The internet and television have been the essential media and tools for this globalized branding phenomenon. It has allowed peoples to reach beyond their communities and branch to greater self-identified desires. No longer restrained by limited choices of hometown identities, individuals have a greater variety of whom they are and who they can be. In many societies across the globe, this is especially true among younger generations in the more modernized world. Social networks are becoming more significant in individuals’ lives. People living in plural societies start to step out of their traditional identities based on ethnic and religious beliefs to an array of any cultural desire.
Identity shifts due to modernization and global branding creates an identity paradox, however. The recurring dilemma of choosing between traditional ethnic roots or newer ties is causing difficulty amongst societies around the world. Iran and India, amongst others, face such a dilemma. It is an issue that is specific to each region and must be rectified by the individuals and not the government.
Globalized Branding & Technology Encourage Peace
Technological progress has allowed people to connect across the globe through media tools (e.g. the internet, televisions, radio, etc.) in way never seen before our time. “The linkage to global flows of information is a - perhaps, the, - central, distinguishing fact of our moment in history” (Ohmae 1995). This interaction exploded during the 1990’s dotcom boom and allowed individuals and private companies to transcend borders for economic gains. Globalization and modernization have caused the world to greatly flatten due to financial talks and relationships built in the pursuit of greater economic profits (Friedman 2008).
International sports have been able to utilize this natural tendency among peoples for decades through the Olympics, World Games, tennis, futbol, and more. People from all over the world can bond over the internet, in bars, and over business dinners about shared sports discussions. Such bonds help continue economic transactions and trading because they further social interactions across the globe. Continued transactions deepen the economic dependency between countries and global enterprises. Governments cannot politically afford to upset their citizens by jeopardizing relations with countries their citizens share ties with economically and socially.
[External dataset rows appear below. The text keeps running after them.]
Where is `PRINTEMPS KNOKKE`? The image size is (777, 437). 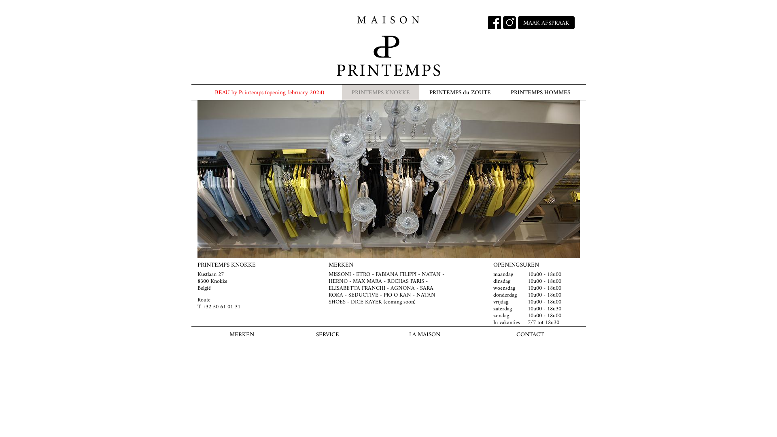
PRINTEMPS KNOKKE is located at coordinates (381, 92).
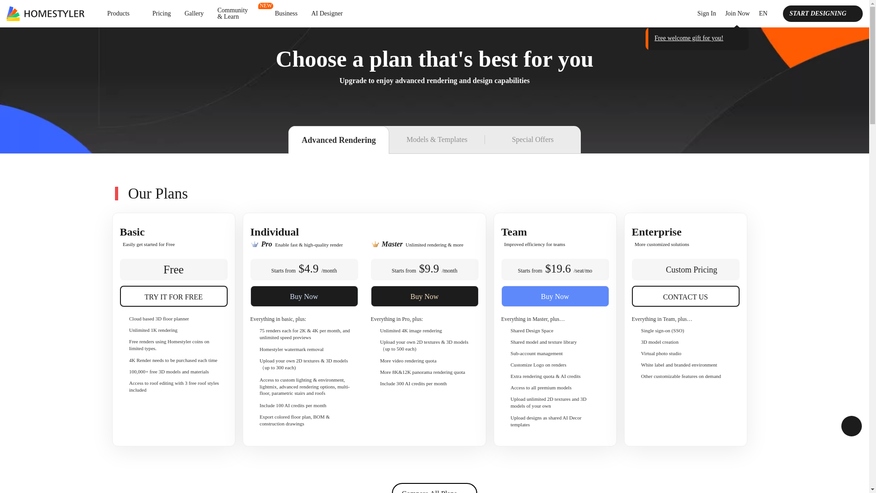 The height and width of the screenshot is (493, 876). Describe the element at coordinates (327, 13) in the screenshot. I see `AI Designer` at that location.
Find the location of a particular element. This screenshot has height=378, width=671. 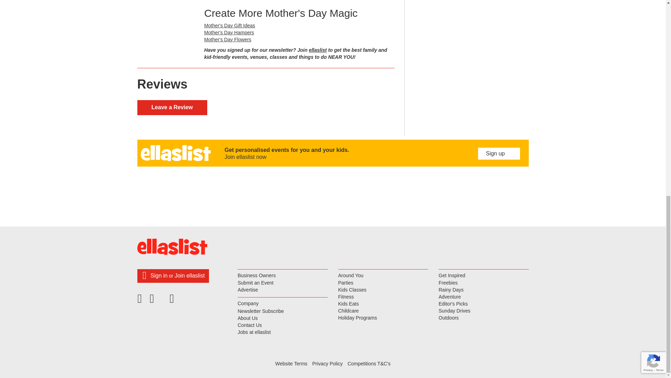

ellaslist is located at coordinates (318, 50).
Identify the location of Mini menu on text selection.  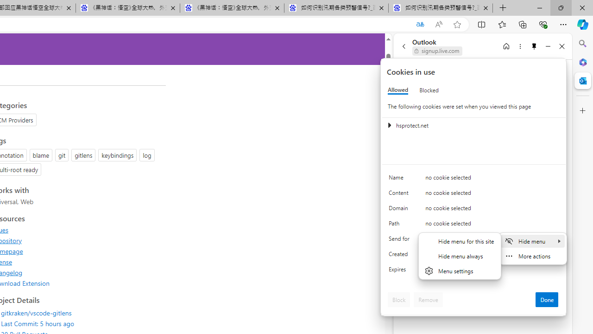
(533, 248).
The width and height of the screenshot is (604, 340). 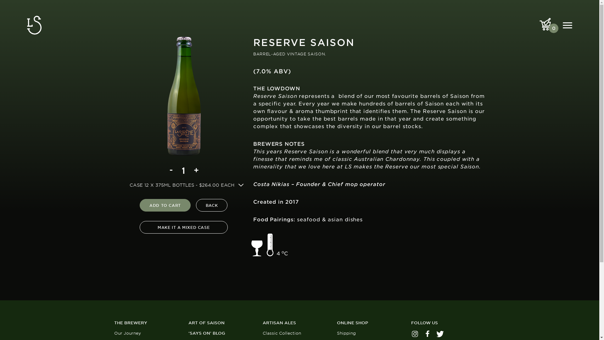 I want to click on ONLINE SHOP, so click(x=373, y=323).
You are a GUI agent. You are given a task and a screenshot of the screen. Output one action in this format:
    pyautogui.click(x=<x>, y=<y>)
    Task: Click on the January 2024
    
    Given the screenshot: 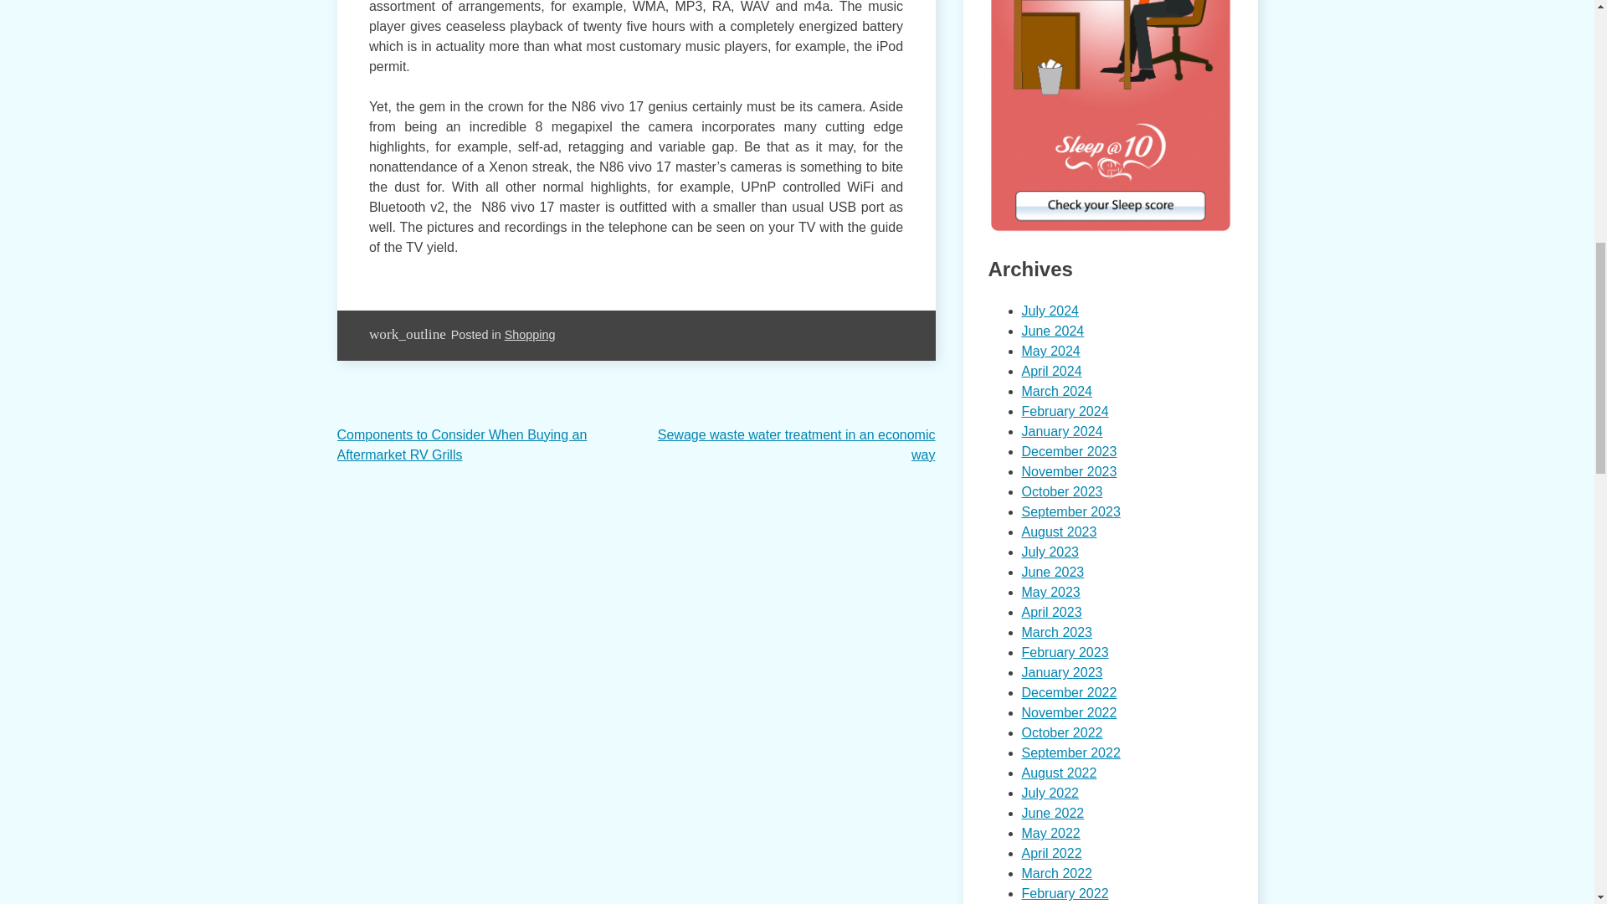 What is the action you would take?
    pyautogui.click(x=1061, y=430)
    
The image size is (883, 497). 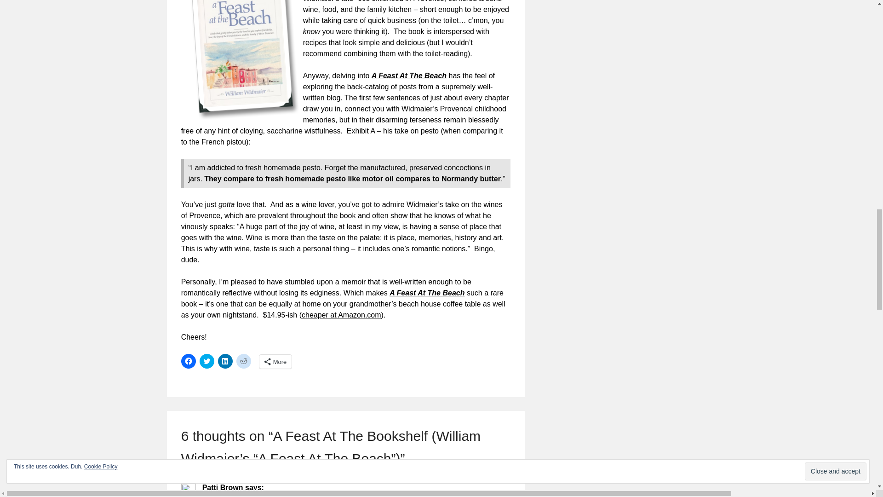 I want to click on Click to share on Twitter, so click(x=207, y=361).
This is possible because today “markets…are the masters over the governments of states” (Strange 2004).
Once such economic and social bonds are created a unique corporate peace is created between peoples. Consider Thomas Friedman’s "Big Mac Theory." Friedman argues that two nations with a McDonalds have never gone to war with one another (Friedman 1996). Peace is transcended and continued through social and economic bonds between societies through globalization. This method of peace through global economic relationships is replacing old notions of peace through the threat of mutual destruction that dominated international relations from World War II until the collapse of the Berlin Wall. Peace is still being maintained through both balances, as younger generations without memories of intense inter-state security threats replace older generations that still hold on to the fears of the Cold War. A greater trust is developing between the upcoming generations of the global modernized world. This trust will only be enhanced by governments allowing citizens to take entrepreneurial strides towards economic progression.